The Dog That Did Not Bark

Heliocentricity Strikes Again

Several week ago (22nd of July to be exact) we came across a curiosity squirrelled away on the back pages.  CERN (the European Organization for Nuclear Research) has been conducting some experiments testing the role of the sun in cloud formation in the atmosphere.  Clearly this research would have lots of implications for the "global warming" ideological campaign.  (The null hypothesis would be: sun has no [or negligible] influence on cloud formation upon the earth affecting global temperatures; therefore, human induced warming remains the dominant [settled] cause.) 

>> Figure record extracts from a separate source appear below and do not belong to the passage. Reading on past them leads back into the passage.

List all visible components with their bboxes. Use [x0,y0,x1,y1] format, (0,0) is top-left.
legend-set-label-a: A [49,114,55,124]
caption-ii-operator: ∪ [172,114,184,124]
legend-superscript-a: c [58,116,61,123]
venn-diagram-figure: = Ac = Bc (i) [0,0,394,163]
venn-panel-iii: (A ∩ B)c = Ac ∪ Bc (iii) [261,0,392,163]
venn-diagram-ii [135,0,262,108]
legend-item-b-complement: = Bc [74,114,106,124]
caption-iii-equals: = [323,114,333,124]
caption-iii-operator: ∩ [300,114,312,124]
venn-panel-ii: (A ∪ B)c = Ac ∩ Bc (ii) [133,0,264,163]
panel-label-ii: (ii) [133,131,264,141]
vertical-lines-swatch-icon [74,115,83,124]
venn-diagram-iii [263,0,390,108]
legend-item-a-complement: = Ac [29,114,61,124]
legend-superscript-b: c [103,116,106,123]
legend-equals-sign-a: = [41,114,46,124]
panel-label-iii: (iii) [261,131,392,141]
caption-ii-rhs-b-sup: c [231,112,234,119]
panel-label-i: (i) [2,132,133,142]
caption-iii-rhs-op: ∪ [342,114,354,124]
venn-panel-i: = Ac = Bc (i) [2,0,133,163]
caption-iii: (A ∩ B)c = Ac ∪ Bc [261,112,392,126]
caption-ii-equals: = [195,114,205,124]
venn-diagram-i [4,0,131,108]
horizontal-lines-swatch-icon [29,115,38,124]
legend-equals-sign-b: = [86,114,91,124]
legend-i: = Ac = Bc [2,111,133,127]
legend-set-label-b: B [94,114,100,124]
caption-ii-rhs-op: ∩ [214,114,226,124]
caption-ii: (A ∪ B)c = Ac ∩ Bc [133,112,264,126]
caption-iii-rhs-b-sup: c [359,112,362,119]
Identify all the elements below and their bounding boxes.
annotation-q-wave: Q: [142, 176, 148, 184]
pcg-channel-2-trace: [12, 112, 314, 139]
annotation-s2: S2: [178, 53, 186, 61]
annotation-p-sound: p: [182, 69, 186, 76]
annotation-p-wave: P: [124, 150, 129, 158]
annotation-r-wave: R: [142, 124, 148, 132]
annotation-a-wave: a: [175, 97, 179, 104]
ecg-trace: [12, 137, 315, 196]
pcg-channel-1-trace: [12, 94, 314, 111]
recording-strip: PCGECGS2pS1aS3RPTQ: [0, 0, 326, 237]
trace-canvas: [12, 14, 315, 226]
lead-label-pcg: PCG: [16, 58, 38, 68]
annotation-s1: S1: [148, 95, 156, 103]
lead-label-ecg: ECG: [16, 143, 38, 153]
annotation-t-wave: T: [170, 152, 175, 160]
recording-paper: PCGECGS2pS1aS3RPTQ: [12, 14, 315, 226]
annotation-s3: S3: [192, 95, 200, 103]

Late July the chief of the CERN particle physics lab, Director General Rolf-Dieter Heuer told his staff that they were to report upon the findings of the experiments, but not discuss them or draw any implications from them.  The dog was not going to be allowed to bark.  People at the time smelled a rat:
could it be that the results of the experiment had not have gone the way that everyone hoped and expected?  (Imagine if an experiment on climate change showed that the sun had no or negligible influence upon global temeratures--would the good scientiests in Euroland have been muzzled? No--the dogs would have been barking, loudly.)

Now, the truth is seeping out.  The results of the CERN solar-earth research have been published in Nature.  Here are the money quotations: 
CERN's 8,000 scientists may not be able to find the hypothetical Higgs boson, but they have made an important contribution to climate physics, prompting climate models to be revised.  The first results from the lab's CLOUD ("Cosmics Leaving OUtdoor Droplets") experiment published in Nature today confirm that cosmic rays spur the formation of clouds through ion-induced nucleation. Current thinking posits that half of the Earth's clouds are formed through nucleation. The paper is entitled Role of sulphuric acid, ammonia and galactic cosmic rays in atmospheric aerosol nucleation.

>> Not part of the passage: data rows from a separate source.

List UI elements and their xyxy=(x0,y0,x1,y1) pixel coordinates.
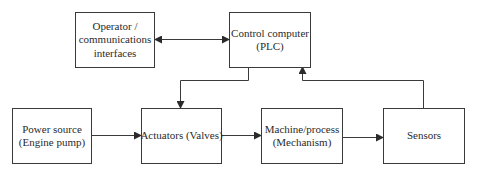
block-label: Actuators (Valves) xyxy=(140,129,222,143)
block-label: interfaces xyxy=(94,47,137,61)
block-label: (Engine pump) xyxy=(19,136,85,150)
block-label: Machine/process xyxy=(265,123,340,137)
edge-plc-actuators xyxy=(181,67,249,108)
block-label: Sensors xyxy=(407,129,441,143)
actuators-block: Actuators (Valves) xyxy=(141,108,222,164)
sensors-block: Sensors xyxy=(383,108,465,164)
edge-sensors-plc xyxy=(303,67,424,108)
operator-interfaces-block: Operator / communications interfaces xyxy=(75,12,155,68)
control-computer-plc-block: Control computer (PLC) xyxy=(229,12,311,68)
block-label: Power source xyxy=(22,123,82,137)
block-label: Operator / xyxy=(93,20,138,34)
block-label: Control computer xyxy=(231,27,309,41)
power-source-block: Power source (Engine pump) xyxy=(12,108,92,164)
machine-process-block: Machine/process (Mechanism) xyxy=(261,108,343,164)
block-label: (PLC) xyxy=(256,40,284,54)
control-system-diagram: Operator / communications interfaces Con… xyxy=(0,0,478,170)
block-label: (Mechanism) xyxy=(273,136,332,150)
block-label: communications xyxy=(79,33,152,47)
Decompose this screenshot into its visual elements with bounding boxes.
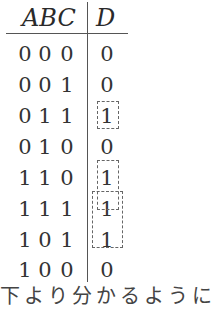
cell-a: 0	[18, 42, 32, 66]
footer-text-clipped: 下より分かるように	[0, 280, 216, 309]
grouping-box-rows6-7	[92, 191, 123, 248]
header-output: D	[96, 4, 115, 32]
cell-a: 0	[18, 73, 32, 97]
cell-d: 0	[100, 42, 114, 66]
cell-b: 1	[38, 104, 52, 128]
table-row: 1 1 1 1	[0, 197, 163, 229]
cell-c: 0	[60, 166, 74, 190]
cell-c: 1	[60, 73, 74, 97]
cell-d: 0	[100, 258, 114, 282]
table-row: 0 1 0 0	[0, 135, 163, 167]
cell-c: 1	[60, 197, 74, 221]
table-row: 0 0 1 0	[0, 73, 163, 105]
cell-c: 0	[60, 258, 74, 282]
header-divider	[6, 33, 128, 34]
cell-c: 1	[60, 228, 74, 252]
cell-a: 1	[18, 197, 32, 221]
cell-a: 0	[18, 104, 32, 128]
cell-b: 1	[38, 166, 52, 190]
cell-c: 1	[60, 104, 74, 128]
cell-a: 1	[18, 228, 32, 252]
table-row: 0 0 0 0	[0, 42, 163, 74]
cell-b: 0	[38, 73, 52, 97]
cell-b: 1	[38, 197, 52, 221]
cell-b: 0	[38, 228, 52, 252]
header-inputs: ABC	[22, 4, 76, 32]
cell-a: 1	[18, 166, 32, 190]
cell-c: 0	[60, 42, 74, 66]
cell-b: 0	[38, 258, 52, 282]
cell-b: 1	[38, 135, 52, 159]
cell-c: 0	[60, 135, 74, 159]
cell-a: 1	[18, 258, 32, 282]
cell-a: 0	[18, 135, 32, 159]
table-row: 0 1 1 1	[0, 104, 163, 136]
grouping-box-row3	[97, 101, 119, 129]
table-row: 1 1 0 1	[0, 166, 163, 198]
cell-d: 0	[100, 135, 114, 159]
cell-d: 0	[100, 73, 114, 97]
table-row: 1 0 1 1	[0, 228, 163, 260]
cell-b: 0	[38, 42, 52, 66]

This has significant implications for climate science because water vapour and clouds play a large role in determining global temperatures. Tiny changes in overall cloud cover can result in relatively large temperature changes.

Unsurprisingly, it's a politically sensitive topic, as it provides support for a "heliocentric" rather than "anthropogenic" approach to climate change: the sun plays a large role in modulating the quantity of cosmic rays reaching the upper atmosphere of the Earth. . . .

[Lead physicist Jasper Kirkby]  is quoted in the accompanying CERN press release:  "We've found that cosmic rays significantly enhance the formation of aerosol particles in the mid troposphere and above. These aerosols can eventually grow into the seeds for clouds. However, we've found that the vapours previously thought to account for all aerosol formation in the lower atmosphere can only account for a small fraction of the observations – even with the enhancement of cosmic rays."  . . . .

Climate models will have to be revised, confirms CERN in supporting literature (pdf):  "[I]t is clear that the treatment of aerosol formation in climate models will need to be substantially revised, since all models assume that nucleation is caused by these vapours [sulphuric acid and ammonia] and water alone." . . .

As Pajamas Media comment: "It may be too strong to say that this finding rubbishes previous climate models that didn’t take cosmic ray effects into account. But not by a whole lot, since the models don’t account for cosmic rays. One thing is for sure: Humanity cannot do a thing about cosmic rays or their influence on the atmosphere."

Well, Nature is a prestigious scientific journal. It has been very anthropogenically hot in the climate sense for years.  So, expect cognitive dissonance to erupt.  One thing will emerge immediately.  The CERN physicists involved in the experiment will be exposed as having been sleepers in the pay of Big Oil all along.  You read it first here.  Expect those dogs to commence a-barkin'.